During the invasion, John Williams was one of the staunchest defenders of the Greenwood District. Armed with a rifle and shotgun, he fired from a position on the third floor. For many hours, John defended the entrance to the business district. Eventually, however, his firing position was discovered and targeted by the growing, well-armed white mob.

With the sound of airplanes overhead and the hail of bullets intensifying, John and his son Bill were forced to split up and make their escape. The next morning, after the violence had ceased, they returned to find only a smoking husk of brick and ash.

Now take a moment and look up at the top of the building. Above the name “Williams Building” is a powerful testament to the spirit of the Greenwood District. Boldly engraved is the year its reconstruction was completed: 1922. The rebuilt Williams Building stands as a monument to the resolve with which Black Wall Street came roaring back.

This restoration was achieved through the blood, sweat, and tears of a resilient people. The City of Tulsa did not finance the rebuilding as an act of reparation or redress. Civic leaders made little effort to restore what had been unjustly taken. Black Tulsans rebuilt the Greenwood District largely on their own, even as attempts continued to erase it from memory.

Though the killing, looting, and burning had stopped, Black Tulsans soon learned that the struggle was far from over.

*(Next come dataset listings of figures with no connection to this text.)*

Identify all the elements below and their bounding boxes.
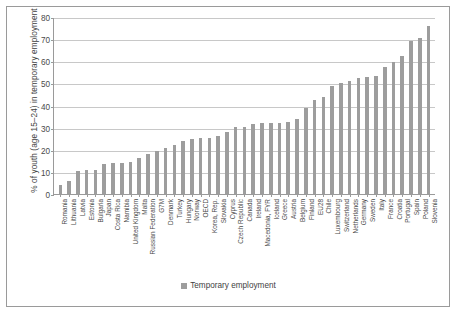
bar-slot: [293, 18, 302, 194]
bar: [304, 108, 308, 194]
x-label-slot: Chile: [319, 199, 328, 271]
x-label-slot: France: [380, 199, 389, 271]
x-tick-mark: [122, 194, 123, 197]
x-label-slot: Namibia: [117, 199, 126, 271]
x-tick-mark: [69, 194, 70, 197]
bar-slot: [82, 18, 91, 194]
x-label-slot: Denmark: [161, 199, 170, 271]
bar-slot: [424, 18, 433, 194]
x-label-slot: Turkey: [169, 199, 178, 271]
bar: [190, 139, 194, 194]
x-axis-tick-labels: RomaniaLithuaniaLatviaEstoniaBulgariaJap…: [53, 199, 435, 271]
bar: [85, 170, 89, 194]
y-tick-label: 20: [41, 146, 50, 155]
x-tick-mark: [332, 194, 333, 197]
y-tick-label: 50: [41, 80, 50, 89]
bar-slot: [205, 18, 214, 194]
bar: [348, 81, 352, 194]
bar: [392, 62, 396, 194]
bar-slot: [152, 18, 161, 194]
x-tick-mark: [367, 194, 368, 197]
x-label-slot: Hungary: [178, 199, 187, 271]
x-tick-mark: [244, 194, 245, 197]
bar-slot: [179, 18, 188, 194]
bar: [181, 141, 185, 194]
x-label-slot: Malta: [134, 199, 143, 271]
x-tick-mark: [166, 194, 167, 197]
x-label-slot: Macedonia, FYR: [257, 199, 266, 271]
bar: [67, 181, 71, 194]
x-tick-mark: [218, 194, 219, 197]
x-tick-mark: [358, 194, 359, 197]
x-tick-mark: [148, 194, 149, 197]
x-label-slot: Korea, Rep.: [205, 199, 214, 271]
x-tick-mark: [323, 194, 324, 197]
bar: [137, 158, 141, 195]
x-tick-mark: [411, 194, 412, 197]
x-label-slot: Poland: [416, 199, 425, 271]
x-tick-mark: [350, 194, 351, 197]
x-label-slot: Romania: [55, 199, 64, 271]
bar: [286, 122, 290, 194]
x-tick-label: Slovenia: [432, 199, 438, 224]
bar-slot: [91, 18, 100, 194]
x-tick-mark: [209, 194, 210, 197]
bar: [243, 127, 247, 194]
bar-slot: [415, 18, 424, 194]
y-tick-label: 40: [41, 102, 50, 111]
y-tick-label: 80: [41, 14, 50, 23]
bar-slot: [249, 18, 258, 194]
bar: [251, 124, 255, 194]
bar-slot: [284, 18, 293, 194]
chart-figure: % of youth (age 15–24) in temporary empl…: [0, 0, 457, 314]
bar: [374, 76, 378, 194]
bar: [357, 78, 361, 194]
x-tick-mark: [420, 194, 421, 197]
x-tick-mark: [201, 194, 202, 197]
legend-label: Temporary employment: [190, 281, 276, 290]
bar-slot: [231, 18, 240, 194]
x-tick-mark: [157, 194, 158, 197]
x-label-slot: Belgium: [293, 199, 302, 271]
x-tick-mark: [95, 194, 96, 197]
x-label-slot: Slovakia: [213, 199, 222, 271]
x-label-slot: Switzerland: [337, 199, 346, 271]
y-tick-label: 60: [41, 58, 50, 67]
bar-slot: [223, 18, 232, 194]
bar: [76, 171, 80, 194]
y-tick-label: 70: [41, 36, 50, 45]
bar: [111, 163, 115, 194]
x-label-slot: Slovenia: [424, 199, 433, 271]
x-tick-mark: [104, 194, 105, 197]
x-tick-mark: [297, 194, 298, 197]
x-label-slot: G7M: [152, 199, 161, 271]
x-label-slot: Spain: [407, 199, 416, 271]
x-label-slot: Lithuania: [64, 199, 73, 271]
x-tick-mark: [192, 194, 193, 197]
x-tick-mark: [315, 194, 316, 197]
bar-slot: [170, 18, 179, 194]
x-tick-mark: [280, 194, 281, 197]
x-tick-mark: [183, 194, 184, 197]
x-label-slot: Italy: [372, 199, 381, 271]
bar-slot: [389, 18, 398, 194]
x-label-slot: Sweden: [363, 199, 372, 271]
x-label-slot: Austria: [284, 199, 293, 271]
bar-slot: [372, 18, 381, 194]
bar: [199, 138, 203, 194]
x-label-slot: Bulgaria: [90, 199, 99, 271]
x-tick-mark: [78, 194, 79, 197]
x-tick-mark: [60, 194, 61, 197]
bar: [339, 83, 343, 194]
x-tick-mark: [253, 194, 254, 197]
bar-slot: [328, 18, 337, 194]
bar: [94, 170, 98, 194]
bar: [129, 162, 133, 194]
x-label-slot: Costa Rica: [108, 199, 117, 271]
x-label-slot: OECD: [196, 199, 205, 271]
x-label-slot: Russian Federation: [143, 199, 152, 271]
x-label-slot: Greece: [275, 199, 284, 271]
x-tick-mark: [113, 194, 114, 197]
bar-slot: [319, 18, 328, 194]
x-tick-mark: [288, 194, 289, 197]
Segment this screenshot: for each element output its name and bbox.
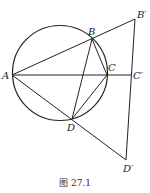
label-d: D	[66, 122, 75, 133]
label-d-prime: D′	[122, 163, 134, 174]
circumcircle	[13, 26, 108, 121]
label-b-prime: B′	[136, 9, 147, 20]
label-c: C	[108, 62, 116, 73]
segment-a-dprime	[12, 75, 126, 160]
segment-bprime-dprime	[126, 19, 135, 160]
figure-caption: 图 27.1	[59, 178, 91, 188]
geometry-figure: A B C D B′ C′ D′ 图 27.1	[0, 0, 150, 193]
label-a: A	[1, 70, 9, 81]
label-c-prime: C′	[133, 70, 144, 81]
label-b: B	[87, 26, 95, 37]
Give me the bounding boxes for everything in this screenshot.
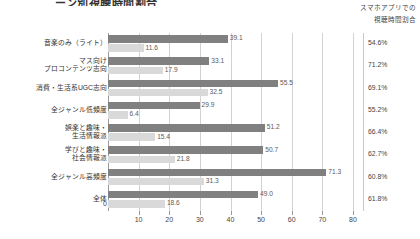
category-label: 全ジャンル高頻度 xyxy=(51,173,107,181)
bar-series-light xyxy=(108,133,155,140)
bar-series-dark xyxy=(108,35,228,42)
x-tick-label-80: 80 xyxy=(349,216,357,223)
bar-series-light xyxy=(108,200,165,207)
bar-series-dark xyxy=(108,57,209,64)
bar-value-label: 17.9 xyxy=(165,66,178,73)
category-label: 音楽のみ（ライト） xyxy=(44,39,107,47)
chart-row: 全体49.018.661.8% xyxy=(0,189,420,211)
x-tick-20 xyxy=(169,211,170,215)
page-title: ーン別視聴時間割合 xyxy=(0,0,250,6)
side-column-header: スマホアプリでの 視聴時間割合 xyxy=(334,2,416,26)
bar-series-light xyxy=(108,111,128,118)
bar-series-dark xyxy=(108,102,200,109)
side-column-value: 61.8% xyxy=(368,195,416,202)
x-tick-label-50: 50 xyxy=(257,216,265,223)
bar-value-label: 51.2 xyxy=(267,123,280,130)
chart-page: ーン別視聴時間割合 スマホアプリでの 視聴時間割合 音楽のみ（ライト）39.11… xyxy=(0,0,420,239)
chart-rows: 音楽のみ（ライト）39.111.654.6%マス向け プロコンテンツ志向33.1… xyxy=(0,33,420,211)
chart-row: 音楽のみ（ライト）39.111.654.6% xyxy=(0,33,420,55)
chart-row: 全ジャンル高頻度71.331.360.8% xyxy=(0,167,420,189)
bar-series-dark xyxy=(108,146,263,153)
category-label: マス向け プロコンテンツ志向 xyxy=(44,57,107,74)
chart-row: 娯楽と趣味・ 生活情報派51.215.466.4% xyxy=(0,122,420,144)
x-tick-40 xyxy=(231,211,232,215)
x-tick-label-10: 10 xyxy=(135,216,143,223)
x-tick-70 xyxy=(322,211,323,215)
x-tick-30 xyxy=(200,211,201,215)
chart-title-clipped: ーン別視聴時間割合 xyxy=(0,0,250,6)
bar-value-label: 11.6 xyxy=(146,44,158,51)
bar-series-light xyxy=(108,89,208,96)
x-tick-60 xyxy=(292,211,293,215)
x-tick-label-20: 20 xyxy=(165,216,173,223)
side-column-value: 54.6% xyxy=(368,39,416,46)
bar-series-dark xyxy=(108,169,326,176)
bar-series-light xyxy=(108,67,163,74)
bar-value-label: 55.5 xyxy=(280,79,293,86)
bar-value-label: 32.5 xyxy=(210,88,223,95)
bar-value-label: 71.3 xyxy=(328,168,341,175)
side-column-value: 60.8% xyxy=(368,173,416,180)
x-tick-10 xyxy=(139,211,140,215)
category-label: 学びと趣味・ 社会情報派 xyxy=(65,146,107,163)
x-tick-50 xyxy=(261,211,262,215)
x-tick-label-30: 30 xyxy=(196,216,204,223)
x-axis: 1020304050607080 xyxy=(108,211,353,231)
side-column-value: 55.2% xyxy=(368,106,416,113)
side-column-value: 69.1% xyxy=(368,84,416,91)
x-tick-80 xyxy=(353,211,354,215)
bar-series-light xyxy=(108,178,204,185)
bar-value-label: 29.9 xyxy=(202,101,215,108)
bar-value-label: 6.4 xyxy=(130,110,139,117)
bar-value-label: 50.7 xyxy=(265,146,278,153)
side-column-value: 62.7% xyxy=(368,150,416,157)
bar-series-light xyxy=(108,156,175,163)
bar-series-dark xyxy=(108,80,278,87)
side-column-value: 71.2% xyxy=(368,61,416,68)
bar-value-label: 18.6 xyxy=(167,199,180,206)
category-label: 全ジャンル低頻度 xyxy=(51,106,107,114)
category-label: 消費・生活系UGC志向 xyxy=(36,84,107,92)
chart-row: 全ジャンル低頻度29.96.455.2% xyxy=(0,100,420,122)
bar-series-dark xyxy=(108,124,265,131)
chart-row: 消費・生活系UGC志向55.532.569.1% xyxy=(0,78,420,100)
bar-series-dark xyxy=(108,191,258,198)
chart-row: 学びと趣味・ 社会情報派50.721.862.7% xyxy=(0,144,420,166)
category-label: 娯楽と趣味・ 生活情報派 xyxy=(65,124,107,141)
chart-row: マス向け プロコンテンツ志向33.117.971.2% xyxy=(0,55,420,77)
x-tick-label-60: 60 xyxy=(288,216,296,223)
bar-value-label: 31.3 xyxy=(206,177,219,184)
bar-value-label: 39.1 xyxy=(230,34,243,41)
x-tick-label-40: 40 xyxy=(227,216,235,223)
bar-value-label: 15.4 xyxy=(157,133,170,140)
bar-value-label: 21.8 xyxy=(177,155,190,162)
bar-value-label: 49.0 xyxy=(260,190,273,197)
bar-series-light xyxy=(108,44,144,51)
x-tick-label-zero: 0 xyxy=(103,200,107,207)
side-column-value: 66.4% xyxy=(368,128,416,135)
bar-value-label: 33.1 xyxy=(211,57,224,64)
x-tick-label-70: 70 xyxy=(318,216,326,223)
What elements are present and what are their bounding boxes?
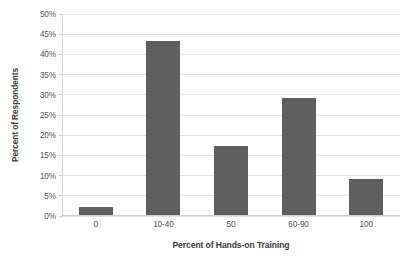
- y-tick-label: 35%: [40, 70, 56, 79]
- y-axis-title-label: Percent of Respondents: [10, 68, 20, 162]
- plot-area: [62, 14, 400, 216]
- bar: [79, 207, 113, 215]
- y-tick-label: 15%: [40, 151, 56, 160]
- bar: [146, 41, 180, 215]
- x-tick-label: 10-40: [153, 220, 173, 229]
- y-tick-label: 30%: [40, 90, 56, 99]
- y-tick-label: 25%: [40, 111, 56, 120]
- bar: [282, 98, 316, 215]
- bar-series: [62, 14, 400, 216]
- bar: [349, 179, 383, 215]
- y-tick-label: 10%: [40, 171, 56, 180]
- y-axis-title: Percent of Respondents: [6, 14, 24, 216]
- x-axis-tick-labels: 010-405060-90100: [62, 220, 400, 234]
- x-tick-label: 50: [227, 220, 236, 229]
- x-axis-title: Percent of Hands-on Training: [62, 240, 400, 250]
- bar-chart: Percent of Respondents 0%5%10%15%20%25%3…: [0, 0, 416, 262]
- x-tick-label: 0: [94, 220, 98, 229]
- y-tick-label: 20%: [40, 131, 56, 140]
- y-tick-label: 45%: [40, 30, 56, 39]
- y-tick-label: 0%: [44, 212, 56, 221]
- x-tick-label: 100: [360, 220, 373, 229]
- y-tick-label: 40%: [40, 50, 56, 59]
- x-axis-line: [62, 215, 400, 216]
- x-tick-label: 60-90: [288, 220, 308, 229]
- y-tick-label: 50%: [40, 10, 56, 19]
- y-axis-tick-labels: 0%5%10%15%20%25%30%35%40%45%50%: [26, 14, 56, 216]
- bar: [214, 146, 248, 215]
- y-tick-label: 5%: [44, 191, 56, 200]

A new fire ordinance that would have made rebuilding in the Greenwood District financially impossible for most residents was successfully challenged by attorney B. C. Franklin.

A so-called “real estate exchange” was created to allow land speculators to exploit the financial distress of Greenwood property owners. These speculators sought to convert the area into an industrial and wholesale district. O. W. Gurley and other leaders persuaded Black property owners not to sell.

Legal efforts to hold the city financially accountable for the massacre — based on its failure to protect Black citizens — failed. Insurance companies denied claims using riot clauses in their policies. To rebuild, the community had to find the resources themselves — and they did.

Within a year, the Williams Building was complete. Within two more, a new Black Wall Street stood in its place. New buildings lined both sides of Greenwood Avenue, filled with new and returning businesses. By the mid-1920s, Black Wall Street was not only restored — it was stronger than before. Black writer and social worker Jesse O. Thomas observed, “There is probably no other case in the history of America where a group of people…so quickly and so completely rebuilt a ‘new Jerusalem’…with so limited financial resources.”

For the next three decades, Black Wall Street entered a new Golden Age. By the 1940s, an African American business directory listed more than 400 businesses in the Greenwood District.

That prosperity did not last. Beginning in the 1950s and continuing through the 1980s, desegregation, demographic shifts, urban decay, and so-called urban renewal steadily eroded the district.

Today, the same indomitable human spirit that rebuilt the Williams Building in 1922 is rising again — and so is the Greenwood District. It is hoped that this area, and what it stands for, will once again flourish.

For the next stop on the tour, move west just around the corner onto Archer.